I still have two weeks before mom arrives, and the cobwebs are all still in the corners of the room.  But I’ve been collecting a stack of books that I want to give her to read when she gets here. And yesterday, when I talked to her on the phone, she told me she has some books she’s bringing down because she wants to show them to me.

So it goes with me and my mom.

Books mentioned in this column (only a paltry few of the many that I have shared with my mother; the entire list would be as long as the books in my cases laid end to end):
Alexander Hamilton by Ron Chernow (Penguin Press, 2004)
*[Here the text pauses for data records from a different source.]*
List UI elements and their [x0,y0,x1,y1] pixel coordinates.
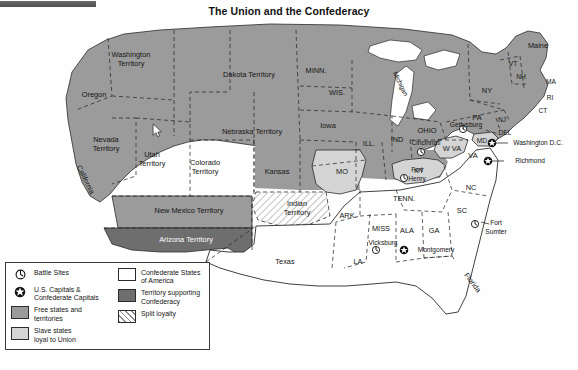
legend-item-slave-loyal[interactable]: Slave statesloyal to Union [11,327,116,344]
legend-swatch-territory-supporting [118,289,136,302]
map-canvas: The Union and the Confederacy [0,0,578,370]
legend-label-battle-sites: Battle Sites [34,268,69,277]
legend-label-confederate-states: Confederate Statesof America [141,268,200,285]
legend-swatch-confederate-states [118,268,136,281]
legend-label-capitals: U.S. Capitals &Confederate Capitals [34,285,99,302]
battle-site-marker-gettysburg [459,125,468,134]
legend-item-confederate-states[interactable]: Confederate Statesof America [118,268,208,285]
legend-swatch-slave-loyal [11,327,29,340]
legend-column-right: Confederate Statesof America Territory s… [118,268,208,327]
battle-site-marker-vicksburg [372,246,381,255]
legend-label-territory-supporting: Territory supportingConfederacy [141,289,200,306]
region-indian-territory [252,192,330,226]
legend-column-left: Battle Sites U.S. Capitals &Confederate … [11,268,116,348]
legend-swatch-free-states [11,306,29,319]
battle-site-marker-cincinnati [417,148,426,157]
legend-label-free-states: Free states andterritories [34,306,82,323]
legend-swatch-split-loyalty [118,310,136,323]
legend-item-free-states[interactable]: Free states andterritories [11,306,116,323]
legend-item-capitals[interactable]: U.S. Capitals &Confederate Capitals [11,285,116,302]
legend-label-slave-loyal: Slave statesloyal to Union [34,327,76,344]
battle-site-icon [11,268,29,281]
battle-site-marker-fort-sumter [471,220,480,229]
legend-item-territory-supporting[interactable]: Territory supportingConfederacy [118,289,208,306]
battle-site-marker-fort-henry [400,174,409,183]
capital-marker-richmond [483,156,493,166]
legend-item-split-loyalty[interactable]: Split loyalty [118,310,208,323]
capital-marker-montgomery [399,245,409,255]
legend-label-split-loyalty: Split loyalty [141,310,176,319]
mouse-cursor [152,123,163,138]
map-legend: Battle Sites U.S. Capitals &Confederate … [5,262,210,350]
capital-star-icon [11,285,29,298]
region-arizona-territory [104,228,252,254]
legend-item-battle-sites[interactable]: Battle Sites [11,268,116,281]
capital-marker-washington-dc [487,138,497,148]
A Child's Garden of Verses by Robert Louis Stevenson (S&S Children's, 1999)
Doctor Zhivago by Boris Pasternak (Pantheon, 2010)
The Iliad by Homer, translated by Robert Fagles (Penguin, 2008)
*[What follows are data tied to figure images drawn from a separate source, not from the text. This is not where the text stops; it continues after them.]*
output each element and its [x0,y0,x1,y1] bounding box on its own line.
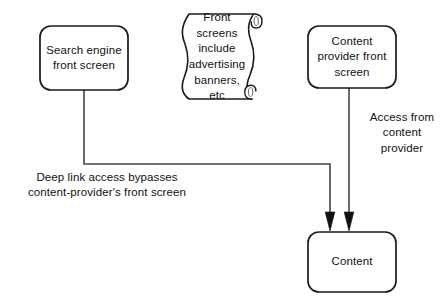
node-content[interactable] [308,232,396,292]
diagram-canvas: Search engine front screen Front screens… [0,0,445,306]
deep-link-arrowhead-icon [325,212,335,231]
deep-link-edge-label: Deep link access bypasses content-provid… [16,170,198,201]
scroll-curl-bottom-inner-icon [249,88,253,97]
edge-deep-link-access [84,90,335,231]
content-provider-arrowhead-icon [344,212,354,231]
node-search-engine-front-screen[interactable] [40,26,128,90]
edge-access-from-content-provider [344,88,354,231]
access-from-content-provider-edge-label: Access from content provider [362,110,442,156]
scroll-curl-top-inner-icon [254,16,258,25]
front-screens-note-label: Front screens include advertising banner… [186,14,248,100]
node-content-provider-front-screen[interactable] [308,26,396,88]
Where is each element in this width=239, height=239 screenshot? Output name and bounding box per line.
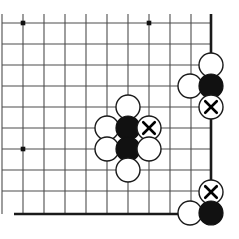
white-stone-center-bottom <box>116 158 140 182</box>
white-stone-marked-corner <box>199 180 223 204</box>
white-stone-body <box>178 201 202 225</box>
white-stone-body <box>137 137 161 161</box>
white-stone-marked-edge <box>199 95 223 119</box>
star-point-left <box>21 147 26 152</box>
white-stone-body <box>178 74 202 98</box>
go-board-canvas <box>0 0 239 239</box>
white-stone-corner-inner <box>178 201 202 225</box>
white-stone-body <box>116 158 140 182</box>
go-board-figure <box>0 0 239 239</box>
star-point-top-left <box>21 21 26 26</box>
white-stone-edge-inner <box>178 74 202 98</box>
stones-group <box>95 53 223 225</box>
star-point-top-right <box>147 21 152 26</box>
white-stone-center-right-lower <box>137 137 161 161</box>
black-stone-body <box>199 201 223 225</box>
black-stone-corner <box>199 201 223 225</box>
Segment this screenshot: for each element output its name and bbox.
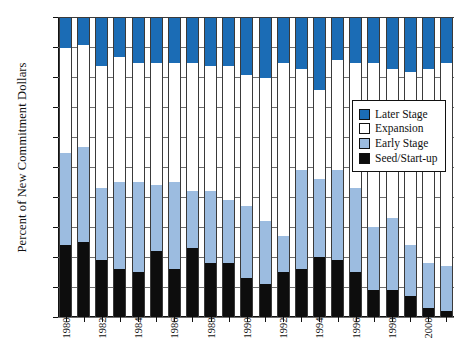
bar-segment-early-stage <box>332 170 343 260</box>
x-tick-mark <box>446 317 447 322</box>
bar-1980[interactable] <box>59 17 72 317</box>
bar-segment-expansion <box>332 60 343 171</box>
x-tick-label: 1984 <box>134 308 145 348</box>
x-tick-label: 1990 <box>243 308 254 348</box>
bar-1986[interactable] <box>168 17 181 317</box>
bar-segment-expansion <box>260 78 271 222</box>
legend-label-expansion: Expansion <box>375 122 424 135</box>
bar-segment-seed-start-up <box>78 242 89 317</box>
bar-segment-later-stage <box>223 18 234 66</box>
bar-segment-seed-start-up <box>151 251 162 317</box>
bar-segment-seed-start-up <box>260 284 271 317</box>
y-axis-title: Percent of New Commitment Dollars <box>15 8 30 308</box>
bar-segment-early-stage <box>241 206 252 278</box>
bar-segment-expansion <box>114 57 125 183</box>
bar-segment-early-stage <box>314 179 325 257</box>
x-tick-label: 2000 <box>424 308 435 348</box>
legend-label-later-stage: Later Stage <box>375 108 428 121</box>
x-axis: 1980198219841986198819901992199419961998… <box>58 317 454 356</box>
bar-segment-early-stage <box>133 182 144 272</box>
bar-segment-expansion <box>187 63 198 192</box>
legend: Later Stage Expansion Early Stage Seed/S… <box>352 100 446 172</box>
bar-segment-expansion <box>133 63 144 183</box>
bar-segment-later-stage <box>60 18 71 48</box>
bar-segment-later-stage <box>278 18 289 63</box>
bar-1989[interactable] <box>222 17 235 317</box>
legend-label-seed-start-up: Seed/Start-up <box>375 152 438 165</box>
bar-segment-later-stage <box>169 18 180 63</box>
x-tick-label: 1992 <box>279 308 290 348</box>
x-tick-mark <box>192 317 193 322</box>
legend-swatch-early-stage-icon <box>359 138 370 149</box>
bar-segment-early-stage <box>187 191 198 248</box>
bar-1985[interactable] <box>150 17 163 317</box>
bar-segment-later-stage <box>241 18 252 75</box>
bar-1993[interactable] <box>295 17 308 317</box>
bar-1992[interactable] <box>277 17 290 317</box>
bar-segment-later-stage <box>114 18 125 57</box>
bar-segment-early-stage <box>423 263 434 308</box>
bar-segment-later-stage <box>368 18 379 63</box>
x-tick-mark <box>410 317 411 322</box>
bar-segment-seed-start-up <box>114 269 125 317</box>
x-tick-label: 1988 <box>207 308 218 348</box>
bar-segment-later-stage <box>151 18 162 63</box>
bar-segment-early-stage <box>60 153 71 246</box>
bar-segment-later-stage <box>405 18 416 72</box>
bar-segment-expansion <box>205 66 216 192</box>
x-tick-label: 1994 <box>315 308 326 348</box>
bar-segment-seed-start-up <box>60 245 71 317</box>
legend-item-seed-start-up[interactable]: Seed/Start-up <box>359 152 438 165</box>
bar-1984[interactable] <box>132 17 145 317</box>
legend-item-expansion[interactable]: Expansion <box>359 122 438 135</box>
bar-1982[interactable] <box>95 17 108 317</box>
legend-swatch-seed-start-up-icon <box>359 153 370 164</box>
x-tick-label: 1980 <box>62 308 73 348</box>
bar-segment-seed-start-up <box>296 269 307 317</box>
bar-segment-expansion <box>96 66 107 189</box>
legend-item-early-stage[interactable]: Early Stage <box>359 137 438 150</box>
legend-swatch-expansion-icon <box>359 123 370 134</box>
bar-segment-expansion <box>314 90 325 180</box>
x-tick-mark <box>156 317 157 322</box>
legend-label-early-stage: Early Stage <box>375 137 428 150</box>
bar-segment-later-stage <box>78 18 89 45</box>
bar-1991[interactable] <box>259 17 272 317</box>
x-tick-mark <box>229 317 230 322</box>
x-tick-mark <box>374 317 375 322</box>
bar-segment-expansion <box>241 75 252 207</box>
bar-segment-expansion <box>223 66 234 201</box>
x-tick-mark <box>265 317 266 322</box>
bar-1990[interactable] <box>240 17 253 317</box>
bar-segment-seed-start-up <box>405 296 416 317</box>
bar-1983[interactable] <box>113 17 126 317</box>
bar-segment-seed-start-up <box>368 290 379 317</box>
x-tick-label: 1986 <box>170 308 181 348</box>
stacked-bar-chart: Percent of New Commitment Dollars 0%10%2… <box>0 0 464 356</box>
bar-segment-later-stage <box>441 18 452 63</box>
bar-segment-early-stage <box>441 266 452 311</box>
bar-1994[interactable] <box>313 17 326 317</box>
bar-segment-expansion <box>60 48 71 153</box>
bar-segment-later-stage <box>260 18 271 78</box>
bar-segment-early-stage <box>350 188 361 272</box>
bar-segment-expansion <box>169 63 180 183</box>
bar-1995[interactable] <box>331 17 344 317</box>
bar-1981[interactable] <box>77 17 90 317</box>
bar-segment-later-stage <box>96 18 107 66</box>
bar-1987[interactable] <box>186 17 199 317</box>
x-tick-mark <box>301 317 302 322</box>
x-tick-mark <box>84 317 85 322</box>
bar-segment-expansion <box>278 63 289 236</box>
bar-1988[interactable] <box>204 17 217 317</box>
x-tick-label: 1998 <box>388 308 399 348</box>
bar-segment-seed-start-up <box>332 260 343 317</box>
bar-segment-early-stage <box>405 245 416 296</box>
bar-segment-seed-start-up <box>187 248 198 317</box>
legend-item-later-stage[interactable]: Later Stage <box>359 108 438 121</box>
x-tick-label: 1982 <box>98 308 109 348</box>
bar-segment-early-stage <box>205 191 216 263</box>
bar-segment-early-stage <box>78 147 89 243</box>
bar-segment-early-stage <box>260 221 271 284</box>
bar-segment-expansion <box>151 63 162 186</box>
Kim by Rudyard Kipling (Penguin, 1987)
The Moonflower Vine by Jetta Carleton (Harper Perennial, 2009)
My Family and Other Animals by Gerald Durrell (Penguin Books, 2004)
Paddle-to-the-Sea by Holling Clancy Holling (Houghton Mifflin Harcourt, 1980)
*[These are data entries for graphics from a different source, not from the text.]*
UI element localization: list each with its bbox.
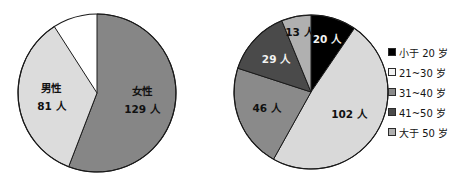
slice-label-value: 102 人 [331, 108, 368, 120]
gender-pie-panel: 女性129 人男性81 人 [0, 0, 200, 185]
slice-label-value: 46 人 [252, 102, 281, 114]
legend-item[interactable]: 大于 50 岁 [388, 122, 467, 142]
slice-label-value: 81 人 [37, 100, 66, 112]
age-legend: 小于 20 岁21~30 岁31~40 岁41~50 岁大于 50 岁 [388, 42, 467, 142]
slice-label-name: 女性 [132, 85, 153, 97]
legend-item-label: 小于 20 岁 [399, 45, 448, 60]
gender-pie-chart: 女性129 人男性81 人 [0, 0, 200, 185]
legend-item-label: 大于 50 岁 [399, 125, 448, 140]
legend-swatch-icon [388, 128, 396, 136]
age-pie-chart: 20 人102 人46 人29 人13 人 [233, 0, 393, 185]
legend-swatch-icon [388, 68, 396, 76]
legend-item-label: 31~40 岁 [399, 85, 446, 100]
legend-swatch-icon [388, 108, 396, 116]
slice-label-value: 20 人 [313, 33, 342, 45]
legend-swatch-icon [388, 88, 396, 96]
legend-item-label: 21~30 岁 [399, 65, 446, 80]
legend-swatch-icon [388, 48, 396, 56]
legend-item[interactable]: 21~30 岁 [388, 62, 467, 82]
pie-slices [234, 15, 388, 169]
legend-item[interactable]: 小于 20 岁 [388, 42, 467, 62]
pie-chart-figure: 女性129 人男性81 人 20 人102 人46 人29 人13 人 小于 2… [0, 0, 467, 185]
legend-item-label: 41~50 岁 [399, 105, 446, 120]
slice-label-value: 29 人 [262, 53, 291, 65]
slice-label-value: 129 人 [124, 103, 161, 115]
slice-label-name: 男性 [41, 82, 62, 94]
legend-item[interactable]: 41~50 岁 [388, 102, 467, 122]
legend-item[interactable]: 31~40 岁 [388, 82, 467, 102]
slice-label-value: 13 人 [285, 26, 314, 38]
Pilgrim at Tinker Creek by Annie Dillard (Harper Perennial, 2007)
And Quiet Flows the Don by Mikhail Sholokhov (Vintage Books, 1989)
The Twin by Gerbrand Bakker (Archipelago, 2009)
The War That Killed Achilles by Caroline Alexander (Penguin, 2010)
 

 

Nicki Leone showed her proclivities early when as a young child she asked her parents if she could exchange the jewelry a well-meaning relative had given her for Christmas for a dictionary instead. She supported her college career with a part-time job in a bookstore, or perhaps it would be more accurate to say that her college career and attending scholarships and financial aid loans supported her predilection for working as a bookseller. She has been in the book business for over twenty years. Currently she works for the Southern Independent Booksellers Alliance, developing marketing and outreach programs for independent bookstores. Nicki has been a book reviewer for several magazines, her local public radio station and local television stations. She was one of the founders of The Cape Fear Crime Festival, currently serves as President of the Board of Trustees of the North Carolina Writers Network, and as Managing Editor of BiblioBuffet. Plus, she blogs at Will Read for Food. She manages all this by the grace of a very patient partner and the loving support of varying numbers of dogs and cats. Contact Nicki.